Documentation
Architecture overview
The product has three layers. Each is available on its own, and the AI assistant ties all three together. This page is the high level map you can keep in your head while using the product.
1. The reference library
A collection of 375 (as of April 2026) structured engineering tables covering mechanical, civil, structural, electrical, chemical, and manufacturing disciplines. Every table has a defined set of columns, known units, and a clear way to look up rows. This is the raw data layer of the product.
Examples of what lives here: standard pipe dimensions in every schedule, steel section properties for every AISC shape, allowable stresses by material and temperature, wire and cable data, motor full load currents, rebar sizes, friction factors, thermal conductivities, common fluid properties, and hundreds more.
You can browse the library from the database page. Sample data is also linked from the public data index.
2. The calculator suite
50+ deterministic engineering calculators covering pipe and pump sizing, motor sizing, beam and column checks, heat exchanger sizing, conduit fill, voltage drop, and many more. Each calculator pulls its inputs from the reference library where applicable, so picking a “W12x26 beam” brings in a real set of section properties without you typing them in.
Calculators are deterministic: the same inputs always produce the same output. Every calculator states the code, standard, or method it follows. The full list is on the calculators page.
3. The AI assistant
A frontier language model with access to both the reference library of engineering documentation and tables and the calculator suite. The assistant decides which tool to use for a given question and returns real values from those tools, not from model memory. You interact with it on the AI page.
How the layers interact
The reference library feeds both the user facing search interface and the calculator suite. The calculator suite uses the reference library for lookup data (material properties, section dimensions, standard sizes). The AI assistant uses both: it searches the library for reference values/documentation and runs calculators for design questions.
This layering is why every answer the assistant gives can be traced back to a specific reference table or calculator run. You do not have to trust the model; you can verify the result against the same tool the model used.
What you choose depends on the task
- If you already know which table you want, use the database page and query it directly.
- If you already know which calculator you want, open it and fill in the inputs.
- If you want the assistant to pick the right tools for you, or you want to chain several actions together, use the AI assistant.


For the entries that follow, tally the lines holding the string "prefix". Give the total and nothing else.

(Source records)
..........

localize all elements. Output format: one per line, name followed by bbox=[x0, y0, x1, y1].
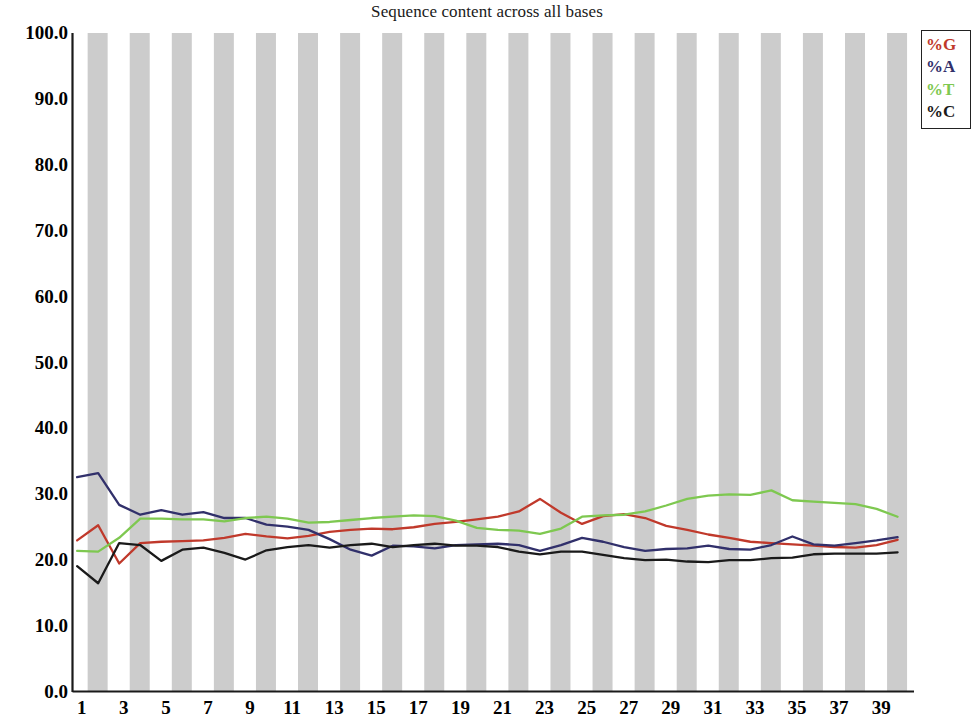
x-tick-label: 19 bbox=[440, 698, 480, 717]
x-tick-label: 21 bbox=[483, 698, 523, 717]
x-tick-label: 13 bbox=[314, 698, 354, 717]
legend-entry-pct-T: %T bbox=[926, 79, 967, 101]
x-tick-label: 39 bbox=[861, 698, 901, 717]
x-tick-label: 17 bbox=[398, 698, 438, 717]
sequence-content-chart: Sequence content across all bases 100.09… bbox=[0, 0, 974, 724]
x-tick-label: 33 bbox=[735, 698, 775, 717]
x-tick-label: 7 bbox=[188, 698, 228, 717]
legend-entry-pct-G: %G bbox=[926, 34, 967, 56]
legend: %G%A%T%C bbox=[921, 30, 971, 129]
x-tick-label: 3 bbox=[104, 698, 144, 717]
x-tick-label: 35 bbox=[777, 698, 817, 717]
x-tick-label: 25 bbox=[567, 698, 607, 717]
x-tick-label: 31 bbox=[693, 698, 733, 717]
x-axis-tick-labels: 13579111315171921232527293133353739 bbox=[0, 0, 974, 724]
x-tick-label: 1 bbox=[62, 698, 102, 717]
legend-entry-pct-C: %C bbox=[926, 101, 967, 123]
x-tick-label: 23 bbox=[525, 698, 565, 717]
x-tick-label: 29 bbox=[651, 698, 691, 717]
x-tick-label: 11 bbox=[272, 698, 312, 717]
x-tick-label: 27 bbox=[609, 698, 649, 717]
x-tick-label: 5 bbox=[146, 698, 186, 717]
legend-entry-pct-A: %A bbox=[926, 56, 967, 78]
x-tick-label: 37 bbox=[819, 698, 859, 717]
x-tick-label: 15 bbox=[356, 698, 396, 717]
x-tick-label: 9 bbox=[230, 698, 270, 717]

..........

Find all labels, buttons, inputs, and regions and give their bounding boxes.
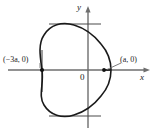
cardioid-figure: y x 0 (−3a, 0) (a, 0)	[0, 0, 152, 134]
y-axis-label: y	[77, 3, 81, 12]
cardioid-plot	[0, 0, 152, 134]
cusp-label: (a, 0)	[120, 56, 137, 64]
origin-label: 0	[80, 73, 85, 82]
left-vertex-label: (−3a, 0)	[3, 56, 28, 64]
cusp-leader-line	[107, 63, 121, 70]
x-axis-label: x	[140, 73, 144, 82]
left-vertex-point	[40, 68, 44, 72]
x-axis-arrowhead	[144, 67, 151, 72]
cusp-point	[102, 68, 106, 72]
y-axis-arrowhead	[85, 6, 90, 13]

..........

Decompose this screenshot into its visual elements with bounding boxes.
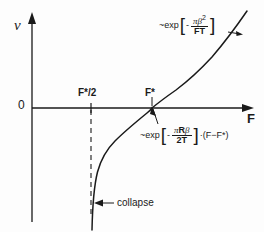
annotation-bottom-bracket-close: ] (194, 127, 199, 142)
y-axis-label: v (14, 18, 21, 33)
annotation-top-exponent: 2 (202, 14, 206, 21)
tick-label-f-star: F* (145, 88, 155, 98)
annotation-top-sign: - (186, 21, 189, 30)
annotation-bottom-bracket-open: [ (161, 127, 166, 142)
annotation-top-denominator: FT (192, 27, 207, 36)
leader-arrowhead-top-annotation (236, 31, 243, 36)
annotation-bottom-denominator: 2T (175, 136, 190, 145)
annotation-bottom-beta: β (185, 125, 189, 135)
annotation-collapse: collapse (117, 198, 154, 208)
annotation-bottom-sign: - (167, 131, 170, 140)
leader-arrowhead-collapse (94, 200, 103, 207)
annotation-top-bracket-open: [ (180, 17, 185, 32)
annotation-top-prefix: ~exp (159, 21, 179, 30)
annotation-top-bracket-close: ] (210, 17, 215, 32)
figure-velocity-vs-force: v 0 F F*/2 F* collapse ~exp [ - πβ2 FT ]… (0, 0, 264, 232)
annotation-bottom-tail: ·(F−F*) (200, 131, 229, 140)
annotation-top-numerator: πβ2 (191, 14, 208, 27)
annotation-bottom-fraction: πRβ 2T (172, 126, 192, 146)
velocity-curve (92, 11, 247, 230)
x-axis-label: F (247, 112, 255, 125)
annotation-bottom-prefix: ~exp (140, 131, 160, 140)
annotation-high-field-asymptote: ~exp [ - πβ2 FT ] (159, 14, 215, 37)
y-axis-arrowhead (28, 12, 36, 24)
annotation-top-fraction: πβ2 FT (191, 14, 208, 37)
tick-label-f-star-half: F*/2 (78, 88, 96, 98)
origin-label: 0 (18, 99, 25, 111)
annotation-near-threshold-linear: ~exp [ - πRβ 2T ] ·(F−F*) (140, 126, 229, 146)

..........

### TASK ANSWER
2